Highlights & Insights¶
- The formal definition of "soft failure" fills a gap in RAG security research.
- Reveals the double-edged nature of safety alignment—alignment makes models more "cautious" and simultaneously more susceptible to being induced into uninformative responses.
- The AUS scoring framework can independently serve as a RAG response quality evaluation tool.
- The three-component document decomposition (anchor + hook + payload) constitutes a generalizable methodology for adversarial document construction.
Limitations & Future Work¶
- Evaluation is conducted exclusively on English datasets.
- Evolutionary optimization requires multiple queries to the target system and may be limited by rate restrictions.
- Defensive methods (e.g., utility-based detection) are insufficiently explored.

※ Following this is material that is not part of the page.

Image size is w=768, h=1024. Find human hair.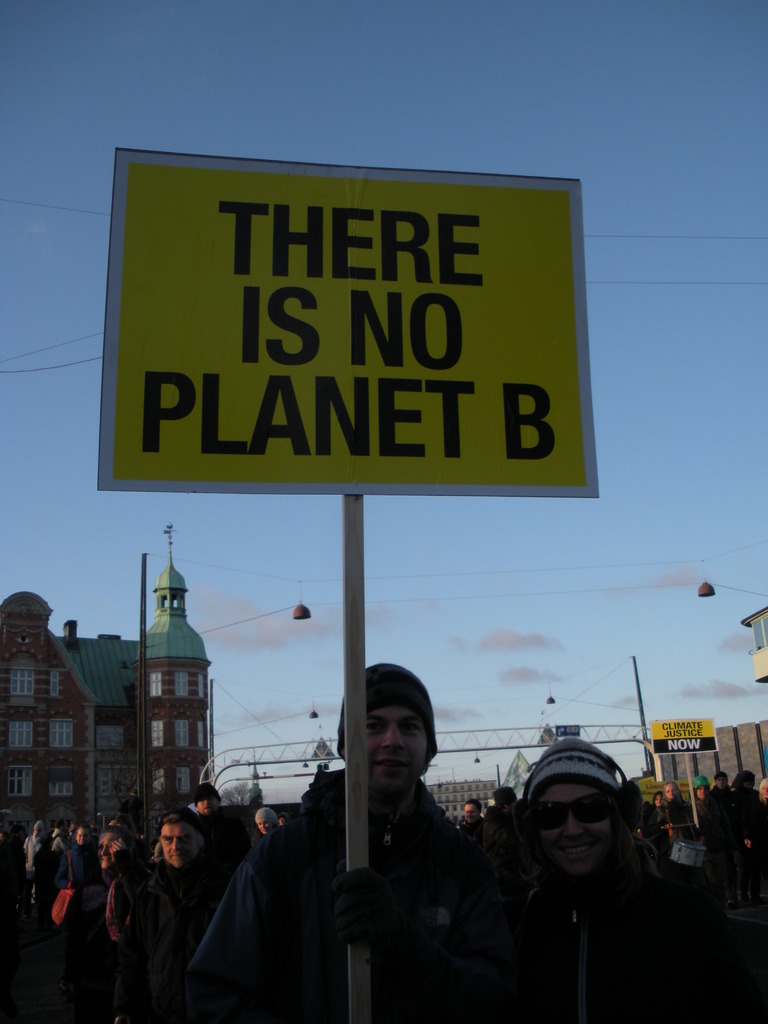
(left=160, top=807, right=200, bottom=824).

- Attack effectiveness in multi-document retrieval scenarios requires further validation.
- This work aims to expose vulnerabilities to facilitate defense development, not to provide an attack toolkit.
Related Work & Insights¶
- PoisonedRAG (Zou et al., 2025): Knowledge poisoning attacks.
- Jamming Attack (Shafran et al., 2025): Hard failure/refusal attacks.
- LLM-based evolutionary optimization (Fernando et al., 2023; Guo et al., 2025): LLM-driven search.
- This paper calls the security research community's attention to more covert threats that "appear normal but are substantively useless."
Rating¶
- Novelty: ⭐⭐⭐⭐⭐ The soft-failure concept is novel and reveals an unexpected vulnerability in safety alignment.
- Experimental Thoroughness: ⭐⭐⭐⭐ Multi-configuration, multi-benchmark evaluation with thorough stealthiness and robustness analysis.
- Writing Quality: ⭐⭐⭐⭐ Threat model definition is rigorous; attack pipeline is clearly presented.
- Value: ⭐⭐⭐⭐⭐ Carries significant implications for RAG security research.